Anybody who reads takes this clown seriously is riding in the same Beetle
You mean the "clown" who was claiming that there's no indisputable proof either way? The one who's entire column you not only read, but that you've taken the time out to respond to twice? The one who doggedly returns to his DVR to review each and every point made by commentors to his column and re-examines the evidence? The one who politely responds to each point with balance and logic? The sports world could use a few more "clowns" like that!
oh, the fine science, er, art of officiating. i enjoyed reading your article about the inadequacies of the NFL rules and the weight they impose on the officials trying to decipher the NFL's version of cuneiform.
but just like every other article on officiating, the critiques are many but the solutions are few. and i am not criticizing your views.
the status quo for officiating excellence is an ethereal construct, a surreal, vague signified forever embroiled by its signifier.
or, to put it in bar room terms: at what point do we put our hands down and say, "officiating is now a perfect science. we can watch games in peace."
unfortunately for the zebras, that day will never come. it's like that philosophical quandary where you're told to walk halfway across the room then halfway across the remaining distance, and so on. in theory, you're never going to get to other side.
the zebras will never reach perfection. for every side preaching robbery, the other extolls excellence. i suppose it's a zero-sum game. any inequality can only mean someone got robbed more often than the other.
Oh, another clown popped out while I was writing.
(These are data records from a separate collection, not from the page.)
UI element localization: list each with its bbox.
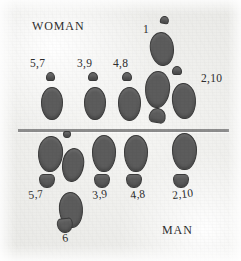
half-divider-line [18,129,229,132]
footprint-sole-mark [172,133,197,170]
step-number-label: 5,7 [30,58,45,70]
footprint-sole-mark [41,87,63,120]
footprint-sole-mark [124,135,148,172]
label-man: MAN [162,224,193,236]
step-number-label: 2,10 [201,73,222,85]
step-number-label: 6 [62,232,69,244]
footprint-toe-mark [172,66,182,75]
step-number-label: 1 [143,24,149,36]
footprint-toe-mark [122,72,132,81]
step-number-label: 3,9 [77,58,92,70]
footprint-sole-mark [118,87,141,121]
step-number-label: 4,8 [113,58,128,70]
step-number-label: 4,8 [130,188,147,201]
footprint-toe-mark [46,72,55,81]
footprint-sole-mark [84,87,106,120]
label-woman: WOMAN [32,20,85,32]
step-number-label: 3,9 [92,188,109,201]
footprint-sole-mark [92,135,116,172]
footprint-gait-figure: 5,73,94,812,105,73,94,82,106 WOMAN MAN [0,0,241,261]
footprint-toe-mark [88,72,98,81]
step-number-label: 5,7 [28,188,45,201]
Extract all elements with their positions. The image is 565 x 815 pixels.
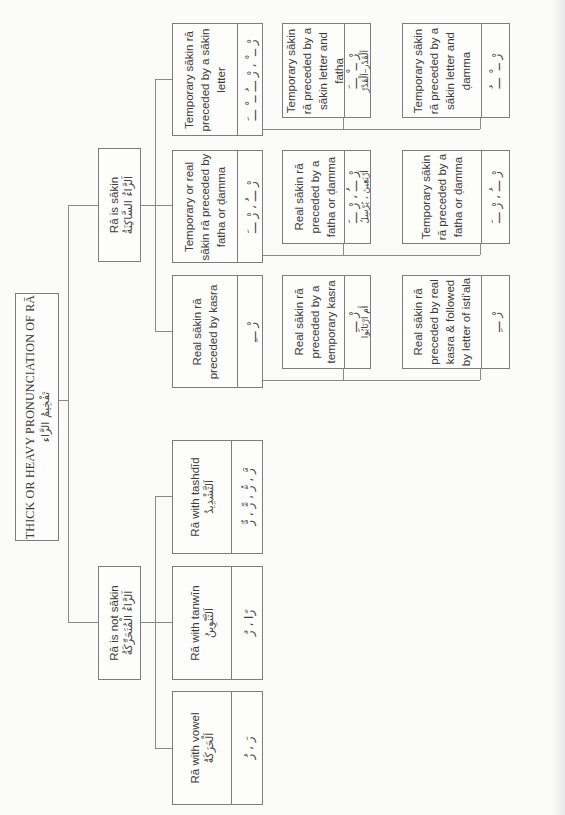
node-label: Real sākin rā preceded by a fatha or ḍam… bbox=[290, 151, 338, 243]
connector-to-sakin bbox=[68, 205, 99, 206]
connector-not-sakin-child2 bbox=[155, 622, 173, 623]
node-label: Temporary or real sākin rā preceded by f… bbox=[181, 151, 229, 262]
connector-level1-spine bbox=[68, 205, 69, 623]
connector-row3-level3-b bbox=[480, 368, 481, 380]
not-sakin-child-tanwin: Rā with tanwīn اَلتَّنْوِينُ رًا ، رٌ bbox=[172, 566, 263, 680]
connector-row1-level3-a bbox=[343, 117, 344, 129]
node-example: رْ ـــُ ، رْ ـــَ bbox=[346, 171, 360, 223]
connector-row3-level3-a bbox=[343, 368, 344, 380]
sakin-child-fatha-damma: Temporary or real sākin rā preceded by f… bbox=[172, 150, 263, 263]
connector-row1-level3 bbox=[262, 129, 480, 130]
node-example: رًا ، رٌ bbox=[241, 610, 255, 636]
not-sakin-child-vowel: Rā with vowel اَلْحَرَكَةُ رَ ، رُ bbox=[172, 691, 263, 805]
connector-row1-level3-b bbox=[480, 117, 481, 129]
node-word: أَرْبَعِينَ ، يُرْسِلُ bbox=[360, 170, 371, 224]
connector-sakin-child3 bbox=[155, 331, 173, 332]
node-arabic: اَلْحَرَكَةُ bbox=[203, 733, 217, 764]
connector-sakin-child1 bbox=[155, 79, 173, 80]
node-label: Rā with tashdīd bbox=[187, 457, 203, 536]
connector-not-sakin-out bbox=[140, 622, 155, 623]
connector-sakin-out bbox=[140, 205, 155, 206]
node-arabic: اَلتَّشْدِيدُ bbox=[203, 480, 217, 514]
node-example: رْ ــ ْ ـــُ bbox=[489, 53, 503, 88]
connector-row2-level3-a bbox=[343, 243, 344, 255]
not-sakin-box: Rā is not sākin اَلرَّاءُ الْمُتَحَرِّكَ… bbox=[98, 566, 141, 680]
node-example: رْ ـــِ bbox=[489, 312, 503, 332]
sakin-child-temporary-after-sakin: Temporary sākin rā preceded by a sākin l… bbox=[172, 23, 263, 136]
connector-root bbox=[58, 400, 68, 401]
node-example: رْ ــ ْ ـــَ bbox=[346, 53, 360, 88]
sakin-box: Rā is sākin اَلرَّاءُ السَّاكِنَةُ bbox=[98, 148, 141, 262]
connector-not-sakin-child1 bbox=[155, 496, 173, 497]
node-example: رَّ ، رُّ ، رًّ ، رٌّ bbox=[241, 468, 255, 526]
level3-temporary-fatha-damma: Temporary sākin rā preceded by a fatha o… bbox=[402, 150, 510, 244]
not-sakin-arabic: اَلرَّاءُ الْمُتَحَرِّكَةُ bbox=[121, 591, 135, 656]
connector-row3-level3 bbox=[262, 380, 480, 381]
sakin-arabic: اَلرَّاءُ السَّاكِنَةُ bbox=[121, 176, 135, 234]
level3-temporary-kasra: Real sākin rā preceded by a temporary ka… bbox=[282, 275, 371, 369]
node-example: رْ ـــِ bbox=[346, 312, 360, 332]
level3-real-fatha-damma: Real sākin rā preceded by a fatha or ḍam… bbox=[282, 150, 371, 244]
node-example: رْ ـــُ ، رْ ـــَ bbox=[244, 181, 258, 233]
node-label: Real sākin rā preceded by a temporary ka… bbox=[290, 276, 338, 368]
sakin-child-kasra: Real sākin rā preceded by kasra رْ ـــِ bbox=[172, 275, 263, 388]
connector-row2-level3 bbox=[262, 255, 480, 256]
node-label: Rā with tanwīn bbox=[187, 585, 203, 660]
not-sakin-child-tashdid: Rā with tashdīd اَلتَّشْدِيدُ رَّ ، رُّ … bbox=[172, 440, 263, 554]
node-label: Real sākin rā preceded by real kasra & f… bbox=[410, 276, 474, 368]
node-label: Temporary sākin rā preceded by a sākin l… bbox=[410, 24, 474, 117]
node-label: Real sākin rā preceded by kasra bbox=[189, 276, 221, 387]
node-example: رْ ـــُ ، رْ ـــَ bbox=[489, 171, 503, 223]
sakin-label: Rā is sākin bbox=[105, 177, 121, 233]
node-example: رَ ، رُ bbox=[241, 736, 255, 759]
root-title: THICK OR HEAVY PRONUNCIATION OF RĀ bbox=[22, 295, 39, 539]
node-label: Rā with vowel bbox=[187, 713, 203, 784]
connector-row2-level3-b bbox=[480, 243, 481, 255]
level3-real-kasra-istiala: Real sākin rā preceded by real kasra & f… bbox=[402, 275, 510, 369]
level3-sakin-letter-damma: Temporary sākin rā preceded by a sākin l… bbox=[402, 23, 510, 118]
node-label: Temporary sākin rā preceded by a sākin l… bbox=[282, 24, 346, 117]
connector-to-not-sakin bbox=[68, 622, 99, 623]
connector-not-sakin-child3 bbox=[155, 748, 173, 749]
not-sakin-label: Rā is not sākin bbox=[105, 585, 121, 660]
node-word: أَمِ ارْتَابُوا bbox=[360, 306, 371, 339]
page-edge-shadow bbox=[551, 0, 565, 815]
node-label: Temporary sākin rā preceded by a fatha o… bbox=[418, 151, 466, 243]
root-arabic: تَفْخِيمُ الرَّاء bbox=[39, 392, 53, 443]
root-box: THICK OR HEAVY PRONUNCIATION OF RĀ تَفْخ… bbox=[15, 293, 59, 541]
node-example: رْ ــ ْ ، رْ ـــُ ــ ْ ـــَ bbox=[244, 39, 258, 120]
node-example: رْ ـــِ bbox=[244, 321, 258, 341]
node-label: Temporary sākin rā preceded by a sākin l… bbox=[181, 24, 229, 135]
connector-sakin-child2 bbox=[155, 205, 173, 206]
level3-sakin-letter-fatha: Temporary sākin rā preceded by a sākin l… bbox=[282, 23, 371, 118]
node-word: اَلْقَدْرِ–اَلْقَدْرْ bbox=[360, 49, 371, 91]
node-arabic: اَلتَّنْوِينُ bbox=[203, 608, 217, 638]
As for the the majority - know they don't necessarily know - though if they're logging to ESPN they're probably not watching their first game - but I'd certainly go with the take of a bunch of HOF players over some clowns without a clue.
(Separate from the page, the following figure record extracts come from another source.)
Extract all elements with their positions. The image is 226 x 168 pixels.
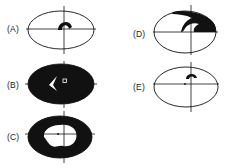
- panel-d-scotoma: [172, 11, 216, 32]
- panel-d-field: [153, 5, 218, 55]
- panel-b-field: [25, 61, 97, 108]
- panel-e-ellipse: [154, 67, 218, 107]
- panel-b-ellipse: [28, 64, 94, 104]
- panel-a-field: [26, 6, 96, 54]
- visual-field-figure: (A) (B) (C) (D) (E): [0, 0, 226, 168]
- panel-label-a: (A): [7, 24, 19, 34]
- panel-e-scotoma: [186, 74, 197, 79]
- panel-label-e: (E): [133, 82, 145, 92]
- panel-label-b: (B): [7, 80, 19, 90]
- panel-label-d: (D): [133, 29, 145, 39]
- panel-e-field: [153, 62, 219, 112]
- panel-e-fixation-dot: [184, 83, 186, 85]
- panel-c-field: [25, 111, 95, 163]
- panel-c-central-island: [44, 125, 77, 147]
- panel-c-fixation-dot: [57, 133, 59, 135]
- panel-label-c: (C): [7, 132, 19, 142]
- visual-field-diagrams: [0, 0, 226, 168]
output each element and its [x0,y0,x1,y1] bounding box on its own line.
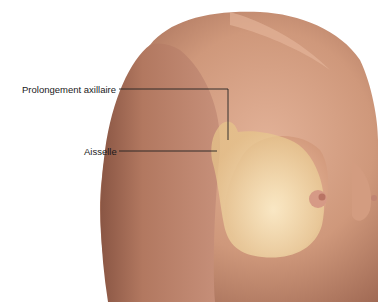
label-axillary-tail: Prolongement axillaire [22,84,116,95]
upper-arm-shape [101,44,220,302]
torso-illustration [0,0,378,302]
anatomy-figure: Prolongement axillaire Aisselle [0,0,378,302]
nipple [319,194,326,201]
label-armpit: Aisselle [84,146,117,157]
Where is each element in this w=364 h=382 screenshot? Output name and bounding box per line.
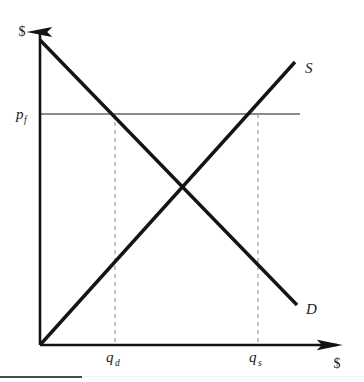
demand-curve-label: D — [305, 301, 317, 317]
qd-label-base: q — [106, 349, 114, 365]
bottom-edge-rule — [0, 376, 82, 378]
qd-label-subscript: d — [115, 358, 120, 368]
supply-demand-chart-svg: $ $ S D p f q d q s — [0, 0, 364, 382]
x-axis-unit-label: $ — [334, 356, 341, 371]
supply-curve-label: S — [305, 60, 313, 76]
supply-demand-figure: $ $ S D p f q d q s — [0, 0, 364, 382]
qs-label-subscript: s — [258, 358, 262, 368]
y-axis-unit-label: $ — [19, 24, 26, 39]
price-floor-label-base: p — [15, 106, 24, 122]
qs-label-base: q — [249, 349, 257, 365]
bottom-edge-rule-light — [82, 376, 364, 377]
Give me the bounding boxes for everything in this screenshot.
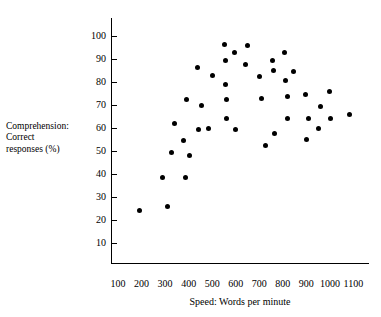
scatter-point (304, 137, 309, 142)
scatter-point (285, 94, 290, 99)
scatter-point (259, 96, 264, 101)
scatter-point (318, 104, 323, 109)
scatter-point (196, 127, 201, 132)
scatter-point (187, 153, 192, 158)
scatter-point (184, 97, 189, 102)
scatter-point (270, 58, 275, 63)
scatter-point (271, 68, 276, 73)
scatter-point (243, 62, 248, 67)
scatter-point (245, 43, 250, 48)
scatter-point (137, 208, 142, 213)
scatter-point (285, 116, 290, 121)
scatter-point (232, 50, 237, 55)
scatter-point (272, 131, 277, 136)
scatter-point (169, 150, 174, 155)
scatter-point (160, 175, 165, 180)
scatter-point (257, 74, 262, 79)
scatter-point (347, 112, 352, 117)
scatter-point (224, 116, 229, 121)
scatter-point (328, 116, 333, 121)
scatter-point (223, 82, 228, 87)
scatter-point (206, 126, 211, 131)
scatter-point (224, 97, 229, 102)
scatter-point (282, 50, 287, 55)
plot-data-area (0, 0, 381, 317)
scatter-point (223, 58, 228, 63)
scatter-point (263, 143, 268, 148)
scatter-plot-figure: Comprehension: Correct responses (%) Spe… (0, 0, 381, 317)
scatter-point (316, 126, 321, 131)
scatter-point (291, 69, 296, 74)
scatter-point (283, 78, 288, 83)
scatter-point (165, 204, 170, 209)
scatter-point (303, 92, 308, 97)
scatter-point (306, 116, 311, 121)
scatter-point (222, 42, 227, 47)
scatter-point (172, 121, 177, 126)
scatter-point (199, 103, 204, 108)
scatter-point (181, 138, 186, 143)
scatter-point (327, 89, 332, 94)
scatter-point (183, 175, 188, 180)
scatter-point (210, 73, 215, 78)
scatter-point (233, 127, 238, 132)
scatter-point (195, 65, 200, 70)
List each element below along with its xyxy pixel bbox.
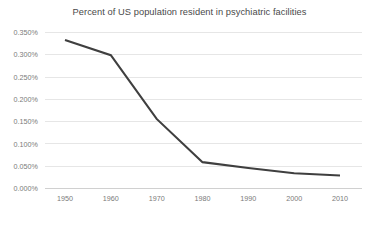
y-axis-tick-label: 0.100% xyxy=(14,140,39,149)
y-axis-tick-label: 0.350% xyxy=(14,28,39,37)
x-axis-tick-label: 2000 xyxy=(286,194,302,203)
y-axis-tick-label: 0.250% xyxy=(14,73,39,82)
chart-container: Percent of US population resident in psy… xyxy=(0,0,379,225)
x-axis-tick-label: 1960 xyxy=(103,194,119,203)
line-chart-plot: 0.000%0.050%0.100%0.150%0.200%0.250%0.30… xyxy=(0,0,379,225)
y-axis-tick-label: 0.150% xyxy=(14,117,39,126)
data-series-line xyxy=(65,40,340,176)
y-axis-tick-label: 0.300% xyxy=(14,50,39,59)
x-axis-tick-label: 2010 xyxy=(332,194,348,203)
x-axis-tick-label: 1970 xyxy=(149,194,165,203)
x-axis-tick-label: 1980 xyxy=(195,194,211,203)
gridlines xyxy=(45,33,362,189)
y-axis-tick-label: 0.200% xyxy=(14,95,39,104)
x-axis-tick-label: 1990 xyxy=(240,194,256,203)
x-axis-tick-labels: 1950196019701980199020002010 xyxy=(57,194,348,203)
y-axis-tick-labels: 0.000%0.050%0.100%0.150%0.200%0.250%0.30… xyxy=(14,28,39,193)
y-axis-tick-label: 0.050% xyxy=(14,162,39,171)
x-axis-tick-label: 1950 xyxy=(57,194,73,203)
y-axis-tick-label: 0.000% xyxy=(14,184,39,193)
data-series-group xyxy=(65,40,340,176)
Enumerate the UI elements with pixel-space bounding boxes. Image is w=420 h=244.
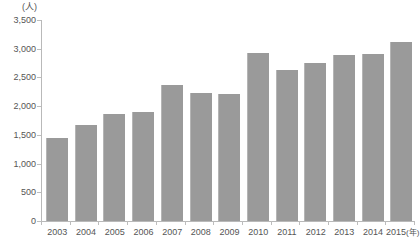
x-axis-label: 2008: [185, 227, 217, 237]
y-axis-tick-label: 1,000: [13, 159, 36, 168]
x-axis-tick-mark: [385, 221, 386, 225]
x-axis-tick-mark: [242, 221, 243, 225]
x-axis-label: 2003: [41, 227, 73, 237]
x-axis-label: 2013: [328, 227, 360, 237]
x-axis-unit-label: (年): [406, 228, 419, 237]
x-axis-tick-mark: [328, 221, 329, 225]
x-axis-label: 2012: [300, 227, 332, 237]
x-axis-tick-mark: [299, 221, 300, 225]
bar: [75, 125, 97, 221]
bar: [362, 54, 384, 221]
x-axis-label: 2011: [271, 227, 303, 237]
bar: [190, 93, 212, 221]
bar: [103, 114, 125, 221]
x-axis-tick-mark: [213, 221, 214, 225]
bar-series: [41, 20, 415, 221]
x-axis-tick-mark: [70, 221, 71, 225]
x-axis-tick-mark: [414, 221, 415, 225]
x-axis-label: 2009: [214, 227, 246, 237]
bar: [390, 42, 412, 221]
x-axis-tick-mark: [357, 221, 358, 225]
y-axis-tick-label: 2,000: [13, 102, 36, 111]
bar: [276, 70, 298, 221]
bar-chart: (人) 05001,0001,5002,0002,5003,0003,500 2…: [0, 0, 420, 244]
x-axis-label: 2007: [156, 227, 188, 237]
x-axis-tick-mark: [41, 221, 42, 225]
x-axis-label: 2006: [127, 227, 159, 237]
bar: [218, 94, 240, 221]
bar: [132, 112, 154, 221]
bar: [304, 63, 326, 222]
x-axis-tick-mark: [185, 221, 186, 225]
y-axis-tick-label: 3,000: [13, 44, 36, 53]
y-axis-tick-label: 2,500: [13, 73, 36, 82]
plot-area: 05001,0001,5002,0002,5003,0003,500: [41, 20, 415, 221]
x-axis-label: 2015(年): [380, 227, 420, 238]
x-axis-tick-mark: [127, 221, 128, 225]
y-axis-unit-label: (人): [22, 2, 37, 12]
bar: [247, 53, 269, 221]
x-axis-label: 2004: [70, 227, 102, 237]
y-axis-tick-label: 0: [31, 217, 36, 226]
x-axis-tick-mark: [156, 221, 157, 225]
x-axis-label: 2010: [242, 227, 274, 237]
bar: [46, 138, 68, 221]
y-axis-tick-label: 500: [21, 188, 36, 197]
x-axis-tick-mark: [98, 221, 99, 225]
x-axis-line: [41, 221, 415, 222]
y-axis-tick-label: 3,500: [13, 16, 36, 25]
bar: [333, 55, 355, 221]
bar: [161, 85, 183, 221]
y-axis-tick-label: 1,500: [13, 130, 36, 139]
x-axis-tick-mark: [271, 221, 272, 225]
x-axis-label: 2005: [99, 227, 131, 237]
Read the Fox analyses, the one already pointed out and this
http://foxsports.foxnews.com/nfl/story/5311792
and you might get one.
I'm surprised, and even a bit saddened, to see Fox so more accurate and honest (that first one is brilliant in that regard, saying that even though he should get to crow, he can't - shows a little graciousness and humility that's strangely lacking here) than Salon.
OK, enjoy the clownfest. Here comes the giant pie...
The clowns just keep coming.
> First off, King is exactly right on the goal line
> lunge. Absolute certainty on either side is a
> credibility-killer. If it was across, it was by
> maybe 3 inches. If it was shy, it was by fewer than 6.
Well, the official is only supposed to call it if he actually sees the ball break the plane, which he didn't. Which he couldn't have.
Even Steelers fans have told me they thought it was a bit short, as did the majority of people watching it. At best, it's dubious, such that there's no way to understand how the ref could've made the call. If frame-by-frame can't establish it, you're telling me that the side judge could?
There's just no way he could've seen the ball definitively break the plane.
Which is probably why he ran in signaling that it hadn't.
I'm done here. Anybody who reads takes this clown seriously is riding in the same Beetle.